To make matters worse still, my traveling companions (one in the refreshment-room, and one pacing the platform) received my account of my interview with Grosse in a manner which seriously disappointed and discouraged me. Mr. Finch’s inhuman conceit treated my melancholy news of his daughter as a species of complimentary tribute to his own foresight.
"You remember, Madame Pratolungo, I took high ground in this matter from the first. I protested against the proceedings of the man Grosse, as involving a purely worldly interference with the ways of an inscrutable Providence. With what effect? My paternal influence was repudiated; my Moral Weight was, so to speak, set aside. And now you see the result. Take it to heart, dear friend. May it be a warning to you!" He sighed with ponderous complacency, and turned from me to the girl behind the counter. "I will take another cup of tea."
Oscar’s reception of me, when I found him on the platform, and told him next of Lucilla’s critical state, was more than discouraging. It is no exaggeration to say that he alarmed me. "Another item in the debt I owe to Nugent!" he said. Not a word of sympathy, not a word of sorrow. That vindictive answer, and nothing more.
We started for Sydenham.
From time to time, I looked at Oscar sitting opposite to me, to see if any change appeared in him as we drew nearer and nearer to the place in which Lucilla was now living. No! Still the same ominous silence, the same unnatural self-repression possessed him.
Except the momentary outbreak, when Mr. Finch had placed Nugent’s letter in his hand on the previous evening, not the faintest token of what was really going on in his mind had escaped him since we had left Marseilles.

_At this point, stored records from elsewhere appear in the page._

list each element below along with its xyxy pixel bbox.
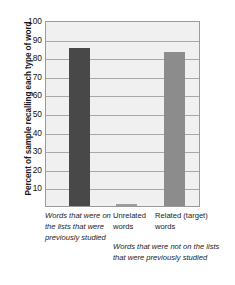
- y-tick-30: 30: [18, 147, 42, 155]
- caption-group-note: Words that were not on the lists that we…: [113, 242, 225, 264]
- y-tick-80: 80: [18, 54, 42, 62]
- y-tick-20: 20: [18, 166, 42, 174]
- caption-group-3: Related (target) words: [155, 211, 221, 233]
- y-tick-40: 40: [18, 128, 42, 136]
- caption-group-2: Unrelated words: [113, 211, 153, 233]
- y-axis-tick-labels: 100908070605040302010: [18, 21, 42, 207]
- bar-chart-figure: Percent of sample recalling each type of…: [0, 0, 235, 285]
- y-tick-10: 10: [18, 184, 42, 192]
- bar-1: [69, 48, 90, 206]
- y-tick-90: 90: [18, 35, 42, 43]
- chart-caption: Words that were on the lists that were p…: [45, 211, 235, 285]
- caption-group-1: Words that were on the lists that were p…: [45, 211, 111, 243]
- y-tick-100: 100: [18, 17, 42, 25]
- y-tick-60: 60: [18, 91, 42, 99]
- y-tick-50: 50: [18, 110, 42, 118]
- copyright-credit: © Cengage Learning: [177, 126, 183, 216]
- y-tick-70: 70: [18, 73, 42, 81]
- bar-2: [116, 204, 137, 206]
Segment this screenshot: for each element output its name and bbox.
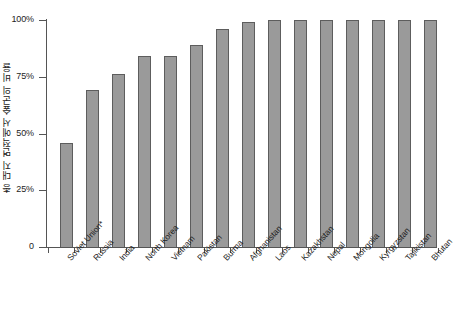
bar[interactable] xyxy=(320,20,333,247)
bar-slot xyxy=(242,20,255,247)
bar[interactable] xyxy=(60,143,73,247)
bar[interactable] xyxy=(268,20,281,247)
bar[interactable] xyxy=(372,20,385,247)
bar[interactable] xyxy=(164,56,177,247)
bar[interactable] xyxy=(190,45,203,247)
plot-area xyxy=(47,20,437,247)
y-tick-75 xyxy=(39,77,46,78)
bar[interactable] xyxy=(242,22,255,247)
bar-slot xyxy=(60,20,73,247)
bar-slot xyxy=(294,20,307,247)
bar[interactable] xyxy=(112,74,125,247)
y-tick-label-50: 50% xyxy=(16,128,34,138)
y-tick-label-0: 0 xyxy=(29,241,34,251)
bar-slot xyxy=(216,20,229,247)
bar[interactable] xyxy=(138,56,151,247)
y-tick-50 xyxy=(39,134,46,135)
y-tick-25 xyxy=(39,190,46,191)
y-tick-0 xyxy=(39,247,46,248)
bar[interactable] xyxy=(294,20,307,247)
bar-slot xyxy=(190,20,203,247)
y-tick-label-75: 75% xyxy=(16,71,34,81)
y-tick-label-25: 25% xyxy=(16,184,34,194)
y-tick-100 xyxy=(39,20,46,21)
bar-slot xyxy=(112,20,125,247)
bar-slot xyxy=(398,20,411,247)
y-axis-title: 총 대지 면적에서 숲군의 비율 xyxy=(2,62,16,193)
bar-slot xyxy=(424,20,437,247)
bar-slot xyxy=(164,20,177,247)
x-tick-origin xyxy=(48,248,49,253)
bar-slot xyxy=(372,20,385,247)
bar-slot xyxy=(320,20,333,247)
bar[interactable] xyxy=(398,20,411,247)
bar[interactable] xyxy=(424,20,437,247)
bar-slot xyxy=(346,20,359,247)
bar[interactable] xyxy=(216,29,229,247)
bar[interactable] xyxy=(346,20,359,247)
y-tick-label-100: 100% xyxy=(11,14,34,24)
bar-slot xyxy=(268,20,281,247)
bar-slot xyxy=(138,20,151,247)
bar-slot xyxy=(86,20,99,247)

He, who could weep over all his other griefs as easily and as spontaneously as a woman, had not shed a tear since the fatal day when he had discovered that his brother had played him false—that brother who had been the god of his idolatry, the sacred object of his gratitude and his love! When a man of Oscar’s temperament becomes frozen up for days together in his own thoughts—when he keeps his own counsel; when he asks for no sympathy, and utters no complaint—the sign is a serious one. There are hidden forces gathering in him which will burst their way to the surface—for good or for evil—with an irresistible result. Watching Oscar attentively behind my veil, I felt the certain assurance that the part he would take in the terrible conflict of interests now awaiting us, would be a part which I should remember to the latest day of my life.
We reached Sydenham, and went to the nearest hotel.
On the railway—with other travelers in the carriage-it had been impossible to consult on the safest method of approaching Lucilla, in the first instance. That serious question now pressed for instant decision. We sat down to discuss it, in the room which we had hired at the hotel.